Marty Walsh says Trump’s new order ‘is the same ban that discriminates against the same people’

Boston Mayor Marty Walsh addresses the crowd during a Stand With Planned Parenthood rally Saturday on Boston Common.
Same old, same old. That’s what Marty Walsh thinks of President Donald Trump’s reworked immigration order.
In a statement Monday, the Boston mayor said Trump’s order — which temporarily bans refugees and citizens of six predominantly Muslim countries from entering the country — is still “wrong.”
“While this administration is packaging this as a new and improved executive order, it is the same ban that discriminates against the same people,” Walsh said. “It was wrong the first time and it’s wrong the second. In Boston, we will always stand by our immigrant community.”
Unlike the original, the new order no longer blocks Iraqi citizens from entering the country and rolls back the indefinite ban on Syrian refugees to the same 120-day ban that applies to all refugees.
The original plan also prioritized refugees of “persecuted” religious minorities in their home countries. However, the new plan includes no such religious-based carveouts. During his campaign, Trump had called for a ban on Muslims entering the United States.
Upon the chaotic implementation of Trump’s original order in late-January, Walsh joined protesters at Boston’s Logan airport to decry the policy.
“This is not who we should be or who we are as a country,” the mayor told The Boston Globe, dismissing the Trump administration’s rationale that the order was necessary to protect against terrorism.
Upon refusing to reinstate Trump’s original order last month, a federal appeals court said the administration had presented “no evidence that any alien from any of the countries named in the order has perpetrated a terrorist attack in the United States.”
Within the language of the new order signed Monday, White House officials gave specific rationales for why each of the six remaining countries — Iran, Libya, Somalia, Sudan, Syria, and Yemen — were included, but again provided no evidence of a individual from any of those countries carrying out a terrorist attack in the United States.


Read the listing below. Then repeat it exactly.

-- SUPPLIED INFORMATION --
******************************

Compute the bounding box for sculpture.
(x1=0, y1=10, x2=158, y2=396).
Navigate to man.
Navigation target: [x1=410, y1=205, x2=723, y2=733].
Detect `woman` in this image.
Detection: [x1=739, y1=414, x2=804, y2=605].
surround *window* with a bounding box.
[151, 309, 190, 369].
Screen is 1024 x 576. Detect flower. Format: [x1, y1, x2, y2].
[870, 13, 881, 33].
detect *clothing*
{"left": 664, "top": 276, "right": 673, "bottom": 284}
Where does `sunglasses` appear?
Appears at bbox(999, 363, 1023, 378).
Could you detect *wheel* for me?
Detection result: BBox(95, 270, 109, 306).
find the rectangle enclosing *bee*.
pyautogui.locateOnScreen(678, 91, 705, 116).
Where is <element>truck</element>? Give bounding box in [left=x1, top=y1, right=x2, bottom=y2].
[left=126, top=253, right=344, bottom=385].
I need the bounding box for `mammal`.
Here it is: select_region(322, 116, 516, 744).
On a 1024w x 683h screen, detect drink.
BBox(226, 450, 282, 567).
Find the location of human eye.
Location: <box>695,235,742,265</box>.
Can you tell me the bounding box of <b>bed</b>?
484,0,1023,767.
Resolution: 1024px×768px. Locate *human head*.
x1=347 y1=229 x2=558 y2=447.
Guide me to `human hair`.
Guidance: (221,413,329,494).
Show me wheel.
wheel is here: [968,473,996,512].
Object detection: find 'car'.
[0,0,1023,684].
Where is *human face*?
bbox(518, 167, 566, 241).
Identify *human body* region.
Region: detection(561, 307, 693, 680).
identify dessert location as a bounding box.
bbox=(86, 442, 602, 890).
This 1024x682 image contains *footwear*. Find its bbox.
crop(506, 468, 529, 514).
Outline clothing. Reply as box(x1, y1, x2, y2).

******************************

-- TASK OUTPUT --
Compute the bounding box for sculpture.
(x1=0, y1=10, x2=158, y2=396).
Navigate to man.
Navigation target: [x1=410, y1=205, x2=723, y2=733].
Detect `woman` in this image.
Detection: [x1=739, y1=414, x2=804, y2=605].
surround *window* with a bounding box.
[151, 309, 190, 369].
Screen is 1024 x 576. Detect flower. Format: [x1, y1, x2, y2].
[870, 13, 881, 33].
detect *clothing*
{"left": 664, "top": 276, "right": 673, "bottom": 284}
Where does `sunglasses` appear?
Appears at bbox(999, 363, 1023, 378).
Could you detect *wheel* for me?
Detection result: BBox(95, 270, 109, 306).
find the rectangle enclosing *bee*.
pyautogui.locateOnScreen(678, 91, 705, 116).
Where is <element>truck</element>? Give bounding box in [left=x1, top=y1, right=x2, bottom=y2].
[left=126, top=253, right=344, bottom=385].
I need the bounding box for `mammal`.
Here it is: select_region(322, 116, 516, 744).
On a 1024w x 683h screen, detect drink.
BBox(226, 450, 282, 567).
Find the location of human eye.
Location: <box>695,235,742,265</box>.
Can you tell me the bounding box of <b>bed</b>?
484,0,1023,767.
Resolution: 1024px×768px. Locate *human head*.
x1=347 y1=229 x2=558 y2=447.
Guide me to `human hair`.
Guidance: (221,413,329,494).
Show me wheel.
wheel is here: [968,473,996,512].
Object detection: find 'car'.
[0,0,1023,684].
Where is *human face*?
bbox(518, 167, 566, 241).
Identify *human body* region.
Region: detection(561, 307, 693, 680).
identify dessert location as a bounding box.
bbox=(86, 442, 602, 890).
This 1024x682 image contains *footwear*. Find its bbox.
crop(506, 468, 529, 514).
Outline clothing. Reply as box(x1, y1, x2, y2).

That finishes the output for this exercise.